While much of the score incorporates distorted electronica, the most obscure sound the team used actually came from Adamczyk’s brother, who recorded the distinct sound of a door closing at a gas station in Belarus.

We’ll probably hear that only at a single gas station somewhere in Night City. Plenty of players will probably never hear it at all.

“The sheer scale of how much bloody music that’s been done for this…” Leonard-Morgan says.

Putting the punk in cyberpunk

“We are not making a cyberpunk game,” Przybylowicz says when I ask him how the game might fulfill or subvert players’ expectations about the genre. “We are making Cyberpunk 2077 all based on the pen-and-paper RPG.”

Przybylowicz quotes “one crucial sentence” from an early chapter of the Cyberpunk 2020 rulebook (the tabletop RPG that the video game is based on). It’s a provocative vibe that pervades everything in Cyberpunk 2077: “Style over substance.”

“You’re all alone against the violence of the city and you may die, but when you die, at least do it in style,” he says. “Be flamboyant. Make your mark.”

It brings to mind a moment from that aforementioned Maelstrom quest. Depending on how you handle being held at gunpoint, you can wind up getting shot in the face. It speaks to the kind of outrageous brutality of this world, but also Cyberpunk 2077’s transhumanist themes at play. Even if you die, it’s incredibly hard to truly kill a cyborg like V.

This specific encounter can go wrong in a variety of ways.

CD Projekt Red

This kind of escalation also means Night City is always fraught with danger.

“I always think of punk as an attitude about who you want to be as a person,” Leonard-Morgan says of the ideas that shaped his vision of the city’s ambiance.

All three composers are aware of gamers’ expectations that Cyberpunk 2077 will hew to the ‘80s synthwave feel of stories like Blade Runner and Ghost in the Shell. But Przybylowicz says that the “analog neon melancholic aesthetic” alone simply would not do the trick here.
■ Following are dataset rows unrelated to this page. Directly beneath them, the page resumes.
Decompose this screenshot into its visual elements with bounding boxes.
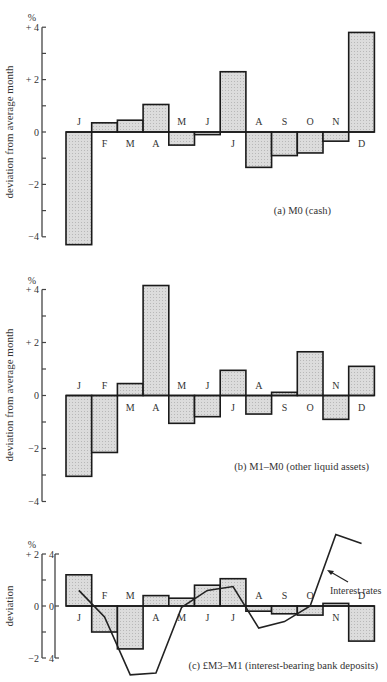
panel-title: (c) £M3–M1 (interest-bearing bank deposi… bbox=[188, 660, 378, 672]
month-label: J bbox=[77, 612, 81, 623]
month-label: A bbox=[152, 612, 160, 623]
y-tick-label: −4 bbox=[28, 496, 39, 507]
bar bbox=[349, 32, 375, 132]
y-axis-label: deviation bbox=[3, 585, 15, 626]
y-tick-label: + 4 bbox=[26, 284, 39, 295]
month-label: N bbox=[332, 612, 339, 623]
bar bbox=[349, 366, 375, 395]
month-label: D bbox=[358, 138, 365, 149]
bar bbox=[246, 396, 272, 415]
unit-label: % bbox=[28, 12, 36, 23]
y-axis-label: deviation from average month bbox=[3, 65, 15, 198]
bar bbox=[92, 123, 118, 132]
unit-label: % bbox=[28, 275, 36, 286]
panel-title: (b) M1–M0 (other liquid assets) bbox=[234, 461, 369, 473]
panel-c-m3-m1: + 20−2%deviationJFMAMJJASOND(c) £M3–M1 (… bbox=[3, 535, 381, 675]
month-label: A bbox=[255, 380, 263, 391]
bar bbox=[297, 352, 323, 396]
bar bbox=[246, 132, 272, 167]
secondary-tick-label: 0 bbox=[49, 601, 54, 612]
month-label: O bbox=[307, 116, 314, 127]
y-tick-label: + 2 bbox=[26, 337, 39, 348]
bar bbox=[323, 132, 349, 141]
bar bbox=[143, 596, 169, 606]
bar bbox=[272, 132, 298, 156]
month-label: A bbox=[255, 116, 263, 127]
y-tick-label: 0 bbox=[34, 127, 39, 138]
arrowhead-icon bbox=[327, 570, 334, 575]
seasonal-deviation-charts: + 4+ 20−2−4%deviation from average month… bbox=[0, 0, 387, 682]
month-label: A bbox=[152, 138, 160, 149]
month-label: J bbox=[231, 138, 235, 149]
y-tick-label: −4 bbox=[28, 231, 39, 242]
bar bbox=[272, 606, 298, 614]
unit-label: % bbox=[28, 539, 36, 550]
bar bbox=[66, 132, 92, 245]
bar bbox=[220, 72, 246, 132]
bar bbox=[143, 104, 169, 132]
bar bbox=[297, 132, 323, 153]
month-label: F bbox=[102, 380, 108, 391]
month-label: J bbox=[205, 380, 209, 391]
month-label: S bbox=[282, 590, 288, 601]
y-tick-label: + 2 bbox=[26, 74, 39, 85]
bar bbox=[220, 370, 246, 395]
month-label: S bbox=[282, 116, 288, 127]
month-label: A bbox=[152, 402, 160, 413]
panel-title: (a) M0 (cash) bbox=[274, 205, 332, 217]
y-tick-label: −2 bbox=[28, 653, 39, 664]
month-label: D bbox=[358, 402, 365, 413]
y-tick-label: −2 bbox=[28, 443, 39, 454]
month-label: O bbox=[307, 402, 314, 413]
month-label: J bbox=[77, 380, 81, 391]
panel-b-m1-m0: + 4+ 20−2−4%deviation from average month… bbox=[3, 275, 374, 508]
month-label: N bbox=[332, 116, 339, 127]
month-label: J bbox=[231, 612, 235, 623]
secondary-tick-label: 4 bbox=[49, 653, 54, 664]
month-label: M bbox=[177, 116, 186, 127]
month-label: N bbox=[332, 380, 339, 391]
month-label: S bbox=[282, 402, 288, 413]
y-tick-label: 0 bbox=[34, 390, 39, 401]
month-label: F bbox=[102, 590, 108, 601]
bar bbox=[169, 396, 195, 424]
panel-a-m0-cash: + 4+ 20−2−4%deviation from average month… bbox=[3, 12, 374, 244]
y-tick-label: −2 bbox=[28, 179, 39, 190]
month-label: J bbox=[77, 116, 81, 127]
y-tick-label: + 2 bbox=[26, 549, 39, 560]
month-label: J bbox=[231, 402, 235, 413]
bar bbox=[117, 120, 143, 132]
bar bbox=[195, 396, 221, 417]
bar bbox=[117, 384, 143, 396]
secondary-tick-label: 4 bbox=[49, 549, 54, 560]
month-label: J bbox=[205, 116, 209, 127]
interest-rates-annotation: Interest rates bbox=[330, 585, 381, 596]
bar bbox=[349, 606, 375, 641]
month-label: M bbox=[126, 590, 135, 601]
bar bbox=[117, 606, 143, 649]
y-axis-label: deviation from average month bbox=[3, 328, 15, 461]
bar bbox=[66, 396, 92, 477]
month-label: M bbox=[177, 380, 186, 391]
bar bbox=[169, 132, 195, 145]
month-label: F bbox=[102, 138, 108, 149]
month-label: J bbox=[205, 612, 209, 623]
month-label: M bbox=[126, 138, 135, 149]
bar bbox=[143, 286, 169, 396]
y-tick-label: 0 bbox=[34, 601, 39, 612]
month-label: A bbox=[255, 590, 263, 601]
bar bbox=[323, 396, 349, 420]
month-label: M bbox=[126, 402, 135, 413]
bar bbox=[92, 396, 118, 453]
y-tick-label: + 4 bbox=[26, 22, 39, 33]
“There are punk and synthwave, but what’s the point of coming up with a sound that’s been done before?” Leonard-Morgan says.

Instead, the team says they gravitated toward the “punch and energy” of the ‘90s while creating the soundscapes of Cyberpunk 2077.

Adamczyk cites "bleep techno" acts like LFO and Sweet Exorcist from Warp Records as sources of inspiration. There’s also the label’s “Artificial Intelligence” series of singles and albums from 1992 that helped establish an EDM subgenre called “intelligent dance music.” A cerebral fusion of acid house with ambient music, IDM seems deliberately constructed to make you feel smart while melting your brain.

“Their whole roster from the ‘90s still sounds futuristic even though it’s more than 20 years old,” Adamczyk says. “Berlin is 500 miles west of here. It’s hard not to be influenced by the electronic scene of Germany.”

He also cites the techno-based music of Ukraine and Russia as an influence on the game’s musical stylings. This will, in theory, make the music sound even more alien to western audiences in America.

“The sound we’ve got going for the score is very electronic with weird synths and other sounds with sprinkles of electric cello and real drums to give it a sense of humanity,” Paul Leonard-Morgan says. “It’s a very unique sound. I don’t think this has been done in a game before.”

Johnny Silverhand is the king of punk in this world.

CD Projekt Red

Przybylowicz echoes the sentiment, promising that Cyberpunk 2077 will deliver a chaotic and varied sound unlike anything that gamers expect.

“I think we prove once again that cyberpunk as a musical genre can shine with lots of ambiguity,” he promises. “When it needs to be, it’s violent and brutal and smacks you in your teeth, but when it needs to come down and show the human soul and pure emotions, that’s there as well.”

Based on all accounts, it sounds like we’ll get plenty of teeth-smacking and pure emotion when Cyberpunk 2077 is finally released in December.

Cyberpunk 2077 will be released December 10, 2020.